The Last Lion of Jagdispur

​The great lion of Jagdispur, Veer Kunwar Singh, finally returned to his ancestral lands in April 1858, securing a brilliant final victory over Captain Le Grand near Jagdispur before succumbing to his wounds on April 26th. The passing of the chief could have meant the immediate collapse of the rebellion in Bihar, but it did not.

​This enduring flame was due almost entirely to the remaining strength of the Commander-in-Chief. The mantle of political leadership fell to Kunwar Singh’s brother, Babu Amar Singh, but the responsibility of maintaining the war machine fell squarely to Hare Krishna Singh. As one former rebel havildar, Ranjit Ram, later confessed, Hare Krishna Singh became “the leading man… and had charge of all the treasure, etc.”

​He was made the head of the rebel government’s military council, establishing what was effectively an efficient parallel military system in the beleaguered Shahabad region. Under his command, the rebels held out fiercely, maintaining the war of attrition that frustrated the British for the remainder of the year. The enemy knew his value; a significant bounty of Rs. 1,000 was placed upon his head. The British recognized the threat posed by Hare Krishna Singh long after Kunwar Singh was gone.

The Unsung Martyrdom

​The final curtain fell for the general in late 1858. Unlike the heroic, battle-field death of his commander, Hare Krishna Singh was captured by the British forces in December.

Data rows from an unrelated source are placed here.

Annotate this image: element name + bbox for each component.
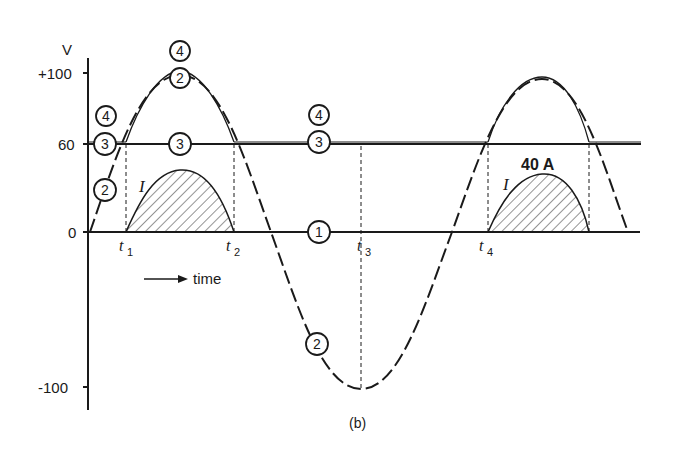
time-label: time xyxy=(193,270,221,287)
circle-label-1: 1 xyxy=(308,221,330,243)
svg-text:4: 4 xyxy=(487,246,493,258)
svg-text:4: 4 xyxy=(102,108,110,124)
svg-text:1: 1 xyxy=(315,224,323,240)
current-label-2: I xyxy=(502,175,510,194)
circle-label-2-top: 2 xyxy=(170,68,190,88)
svg-text:t: t xyxy=(479,237,484,254)
circle-label-4-top: 4 xyxy=(170,41,190,61)
svg-text:3: 3 xyxy=(315,134,323,150)
t1-marker: t 1 xyxy=(119,237,133,258)
circle-label-2-left: 2 xyxy=(94,179,116,201)
circle-label-3-right: 3 xyxy=(308,131,330,153)
t3-marker: t 3 xyxy=(357,237,371,258)
svg-text:4: 4 xyxy=(315,107,323,123)
svg-text:t: t xyxy=(119,237,124,254)
tick-label-0: 0 xyxy=(68,224,76,241)
svg-text:2: 2 xyxy=(313,336,321,352)
svg-text:3: 3 xyxy=(365,246,371,258)
time-arrow xyxy=(144,275,188,283)
svg-text:2: 2 xyxy=(234,246,240,258)
tick-label-plus100: +100 xyxy=(38,65,72,82)
circle-label-2-bottom: 2 xyxy=(306,333,328,355)
svg-text:1: 1 xyxy=(127,246,133,258)
svg-text:2: 2 xyxy=(101,182,109,198)
tick-label-60: 60 xyxy=(58,136,75,153)
svg-text:3: 3 xyxy=(101,136,109,152)
figure-caption: (b) xyxy=(349,415,366,431)
svg-text:t: t xyxy=(357,237,362,254)
t4-marker: t 4 xyxy=(479,237,493,258)
rectifier-waveform-diagram: V +100 60 0 -100 4 2 4 3 3 xyxy=(0,0,677,459)
svg-text:2: 2 xyxy=(176,70,184,86)
y-axis-label: V xyxy=(62,41,72,58)
tick-label-minus100: -100 xyxy=(38,379,68,396)
svg-text:3: 3 xyxy=(176,136,184,152)
y-axis xyxy=(83,58,88,410)
circle-label-4-right: 4 xyxy=(309,105,329,125)
svg-text:t: t xyxy=(226,237,231,254)
circle-label-3-left: 3 xyxy=(94,133,116,155)
t2-marker: t 2 xyxy=(226,237,240,258)
svg-text:4: 4 xyxy=(176,43,184,59)
circle-label-3-mid: 3 xyxy=(169,133,191,155)
circle-label-4-left: 4 xyxy=(96,106,116,126)
current-label-1: I xyxy=(138,177,146,196)
peak-current-label: 40 A xyxy=(521,156,555,173)
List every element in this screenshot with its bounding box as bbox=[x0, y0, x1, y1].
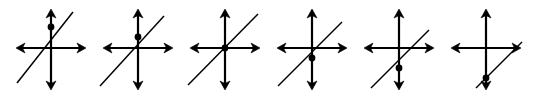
coordinate-panel-4 bbox=[266, 0, 356, 99]
coordinate-panel-1 bbox=[5, 0, 95, 99]
coordinate-panel-5 bbox=[353, 0, 443, 99]
y-intercept-dot-4 bbox=[309, 55, 316, 62]
coordinate-panel-3 bbox=[179, 0, 269, 99]
y-intercept-dot-1 bbox=[48, 24, 55, 31]
coordinate-panel-2 bbox=[92, 0, 182, 99]
slant-line-4 bbox=[278, 22, 342, 86]
figure-strip bbox=[0, 0, 541, 99]
coordinate-panel-6 bbox=[440, 0, 530, 99]
y-intercept-dot-5 bbox=[396, 65, 403, 72]
y-intercept-dot-2 bbox=[135, 34, 142, 41]
y-intercept-dot-3 bbox=[222, 45, 229, 52]
y-intercept-dot-6 bbox=[483, 75, 490, 82]
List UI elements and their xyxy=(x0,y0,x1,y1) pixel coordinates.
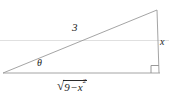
hypotenuse-label: 3 xyxy=(72,22,78,33)
triangle-vertical-line xyxy=(157,10,159,73)
radical-expression: √ 9−x2 xyxy=(57,80,87,93)
radicand: 9−x2 xyxy=(63,80,87,93)
radicand-operator: − xyxy=(70,81,78,93)
triangle-hypotenuse-line xyxy=(3,10,157,73)
radicand-number: 9 xyxy=(64,81,70,93)
triangle-figure: 3 θ x √ 9−x2 xyxy=(0,0,169,103)
angle-theta-label: θ xyxy=(37,58,42,68)
adjacent-side-label: √ 9−x2 xyxy=(57,80,87,93)
radicand-exponent: 2 xyxy=(83,77,87,85)
radical-sign-icon: √ xyxy=(57,79,64,92)
opposite-side-label: x xyxy=(160,37,164,47)
right-angle-marker-icon xyxy=(151,66,159,74)
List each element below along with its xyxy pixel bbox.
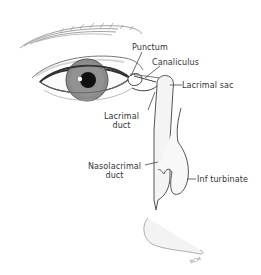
label-nasolacrimal-duct-line1: Nasolacrimal <box>88 162 141 171</box>
label-nasolacrimal-duct-line2: duct <box>88 171 141 180</box>
label-nasolacrimal-duct: Nasolacrimal duct <box>88 162 141 180</box>
lacrimal-anatomy-illustration <box>0 0 261 275</box>
eye-highlight <box>78 77 82 81</box>
eyebrow <box>20 23 142 48</box>
label-lacrimal-sac: Lacrimal sac <box>182 81 233 90</box>
label-lacrimal-duct-line2: duct <box>104 121 139 130</box>
label-lacrimal-duct: Lacrimal duct <box>104 112 139 130</box>
nose-tip <box>144 218 203 254</box>
pupil <box>80 72 96 88</box>
label-canaliculus: Canaliculus <box>152 58 199 67</box>
label-punctum: Punctum <box>132 43 168 52</box>
label-lacrimal-duct-line1: Lacrimal <box>104 112 139 121</box>
label-inf-turbinate: Inf turbinate <box>197 175 248 184</box>
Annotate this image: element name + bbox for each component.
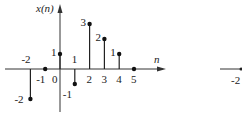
x-tick-label: 1: [72, 53, 78, 65]
value-label: 2: [95, 31, 101, 43]
x-tick-label: -2: [21, 53, 30, 65]
value-label: 1: [51, 46, 57, 58]
value-label: 1: [110, 46, 116, 58]
partial-stem-dot: [240, 68, 243, 71]
x-axis-arrow-icon: [157, 67, 166, 72]
x-tick-label: 3: [101, 73, 107, 85]
x-tick-label: 4: [116, 73, 122, 85]
stem-dot: [28, 97, 32, 101]
x-tick-label: -1: [36, 73, 45, 85]
stem-dot: [102, 37, 106, 41]
stem-dot: [132, 67, 136, 71]
value-label: -2: [14, 93, 23, 105]
stem-dot: [87, 22, 91, 26]
y-axis-arrow-icon: [58, 4, 63, 13]
partial-tick-label: -2: [231, 74, 240, 86]
stems: [28, 22, 136, 101]
x-axis-label: n: [154, 53, 160, 65]
stem-dot: [73, 82, 77, 86]
value-label: -1: [63, 88, 72, 100]
stem-dot: [58, 52, 62, 56]
x-tick-label: 2: [87, 73, 93, 85]
x-tick-label: 5: [131, 73, 137, 85]
value-label: 3: [81, 16, 87, 28]
stem-dot: [117, 52, 121, 56]
x-tick-label: 0: [52, 73, 58, 85]
stem-dot: [43, 67, 47, 71]
stem-plot: x(n) n -2-2-1011-12332415 -2: [0, 0, 242, 115]
y-axis-label: x(n): [35, 2, 54, 15]
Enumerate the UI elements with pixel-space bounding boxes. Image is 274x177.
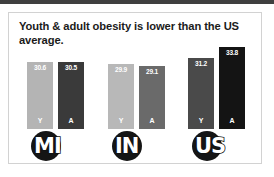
category-label-mi: MI: [23, 130, 85, 162]
bar-series-label-mi-adult: A: [58, 117, 84, 124]
bar-value-in-youth: 29.9: [108, 66, 134, 73]
bar-pair-us: 31.2 Y 33.8 A: [184, 47, 254, 129]
bar-in-youth[interactable]: 29.9 Y: [108, 64, 134, 129]
bar-series-label-in-adult: A: [139, 117, 165, 124]
bar-us-adult[interactable]: 33.8 A: [219, 47, 245, 129]
bar-mi-adult[interactable]: 30.5 A: [58, 62, 84, 129]
category-badge-mi: MI: [23, 129, 93, 163]
bar-us-youth[interactable]: 31.2 Y: [188, 58, 214, 129]
bar-chart: 30.6 Y 30.5 A MI 29.9 Y 29.1: [9, 47, 261, 163]
bar-series-label-in-youth: Y: [108, 117, 134, 124]
bar-value-mi-youth: 30.6: [27, 64, 53, 71]
bar-in-adult[interactable]: 29.1 A: [139, 66, 165, 129]
category-label-us: US: [184, 130, 246, 162]
category-label-in: IN: [104, 130, 166, 162]
top-accent-bar: [0, 0, 274, 4]
bar-pair-mi: 30.6 Y 30.5 A: [23, 47, 93, 129]
bar-mi-youth[interactable]: 30.6 Y: [27, 62, 53, 129]
bar-value-us-adult: 33.8: [219, 49, 245, 56]
bar-group-mi: 30.6 Y 30.5 A MI: [23, 47, 93, 163]
bar-series-label-us-youth: Y: [188, 117, 214, 124]
chart-card: Youth & adult obesity is lower than the …: [8, 12, 262, 164]
bar-series-label-mi-youth: Y: [27, 117, 53, 124]
bar-value-in-adult: 29.1: [139, 68, 165, 75]
bar-group-us: 31.2 Y 33.8 A US: [184, 47, 254, 163]
bar-group-in: 29.9 Y 29.1 A IN: [104, 47, 174, 163]
category-badge-in: IN: [104, 129, 174, 163]
bar-value-mi-adult: 30.5: [58, 64, 84, 71]
bar-pair-in: 29.9 Y 29.1 A: [104, 47, 174, 129]
page-title: Youth & adult obesity is lower than the …: [19, 19, 243, 47]
bar-value-us-youth: 31.2: [188, 60, 214, 67]
category-badge-us: US: [184, 129, 254, 163]
bar-series-label-us-adult: A: [219, 117, 245, 124]
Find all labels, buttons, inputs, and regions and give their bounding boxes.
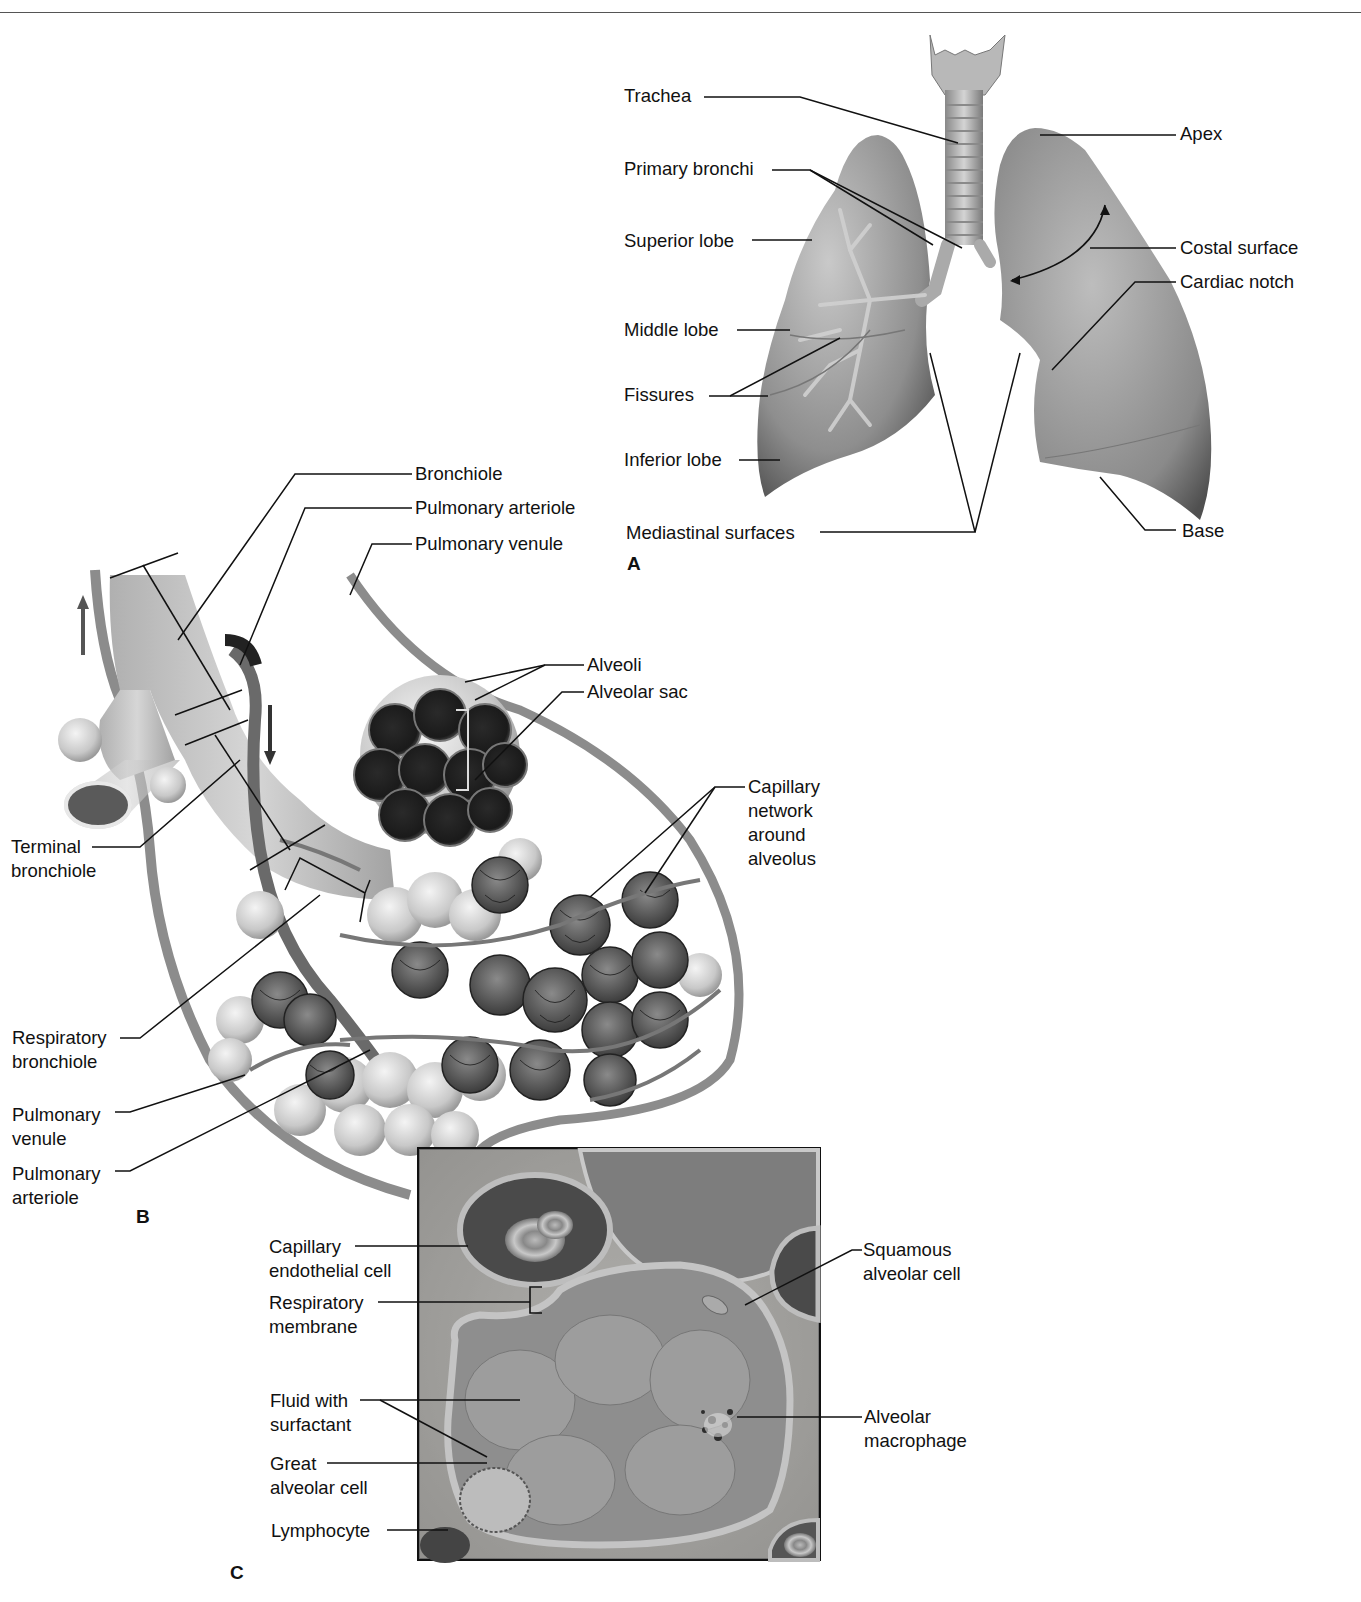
- label-primary-bronchi: Primary bronchi: [624, 157, 754, 181]
- label-costal-surface: Costal surface: [1180, 236, 1298, 260]
- label-pulmonary-arteriole-left: Pulmonary arteriole: [12, 1162, 100, 1210]
- lungs-illustration: [757, 35, 1211, 520]
- panel-letter-c: C: [230, 1562, 244, 1584]
- label-alveoli: Alveoli: [587, 653, 642, 677]
- label-pulmonary-venule-top: Pulmonary venule: [415, 532, 563, 556]
- label-middle-lobe: Middle lobe: [624, 318, 719, 342]
- label-alveolar-macrophage: Alveolar macrophage: [864, 1405, 967, 1453]
- label-bronchiole: Bronchiole: [415, 462, 502, 486]
- label-pulmonary-venule-left: Pulmonary venule: [12, 1103, 100, 1151]
- label-mediastinal-surfaces: Mediastinal surfaces: [626, 521, 795, 545]
- label-fluid-with-surfactant: Fluid with surfactant: [270, 1389, 351, 1437]
- label-respiratory-bronchiole: Respiratory bronchiole: [12, 1026, 107, 1074]
- respiratory-membrane-illustration: [418, 1148, 820, 1563]
- label-terminal-bronchiole: Terminal bronchiole: [11, 835, 96, 883]
- label-cardiac-notch: Cardiac notch: [1180, 270, 1294, 294]
- label-superior-lobe: Superior lobe: [624, 229, 734, 253]
- label-inferior-lobe: Inferior lobe: [624, 448, 722, 472]
- label-base: Base: [1182, 519, 1224, 543]
- label-capillary-network: Capillary network around alveolus: [748, 775, 820, 871]
- label-squamous-alveolar-cell: Squamous alveolar cell: [863, 1238, 961, 1286]
- label-alveolar-sac: Alveolar sac: [587, 680, 688, 704]
- label-respiratory-membrane: Respiratory membrane: [269, 1291, 364, 1339]
- label-apex: Apex: [1180, 122, 1222, 146]
- label-fissures: Fissures: [624, 383, 694, 407]
- panel-letter-a: A: [627, 553, 641, 575]
- label-great-alveolar-cell: Great alveolar cell: [270, 1452, 368, 1500]
- label-lymphocyte: Lymphocyte: [271, 1519, 370, 1543]
- panel-letter-b: B: [136, 1206, 150, 1228]
- label-pulmonary-arteriole-top: Pulmonary arteriole: [415, 496, 575, 520]
- label-capillary-endothelial-cell: Capillary endothelial cell: [269, 1235, 391, 1283]
- label-trachea: Trachea: [624, 84, 691, 108]
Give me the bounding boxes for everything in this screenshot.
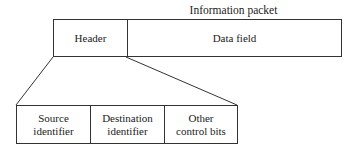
expansion-line-right	[126, 57, 237, 105]
destination-identifier-field: Destination identifier	[90, 106, 164, 143]
header-expansion-box: Source identifier Destination identifier…	[16, 105, 238, 144]
other-control-bits-line1: Other	[188, 112, 213, 125]
expansion-line-left	[16, 57, 53, 105]
other-control-bits-field: Other control bits	[164, 106, 237, 143]
source-identifier-field: Source identifier	[17, 106, 90, 143]
source-identifier-line1: Source	[38, 112, 69, 125]
destination-identifier-line1: Destination	[102, 112, 153, 125]
source-identifier-line2: identifier	[33, 125, 73, 138]
destination-identifier-line2: identifier	[107, 125, 147, 138]
other-control-bits-line2: control bits	[176, 125, 226, 138]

​We have no dramatic last words recorded by a sympathetic chronicler, only the grim finality documented in the Company’s records. The man who had been the tireless mind and the steady hand of the uprising, who had marched thousands of miles and fought countless battles, was summarily tried and condemned. Hare Krishna Singh was executed by hanging in late 1858. His story is a poignant reminder of the countless unsung heroes who participated in the Indian Rebellion of 1857.

​His death marked the effective end of the military phase of the 1857 Rebellion in Bihar. The memory of Hare Krishna Singh should not be consigned to the role of a mere lieutenant. He was a revolutionary strategist, a diplomatic recruiter, and the operational genius who turned the venerable Kunwar Singh’s personal grievances into a formidable national struggle. In the annals of our freedom, he was not merely the Commander-in-Chief, he was, in every meaningful sense, the Veer Kunwar Singh’s Shadow, whose courage and sacrifice deserve to stand in the full light of history.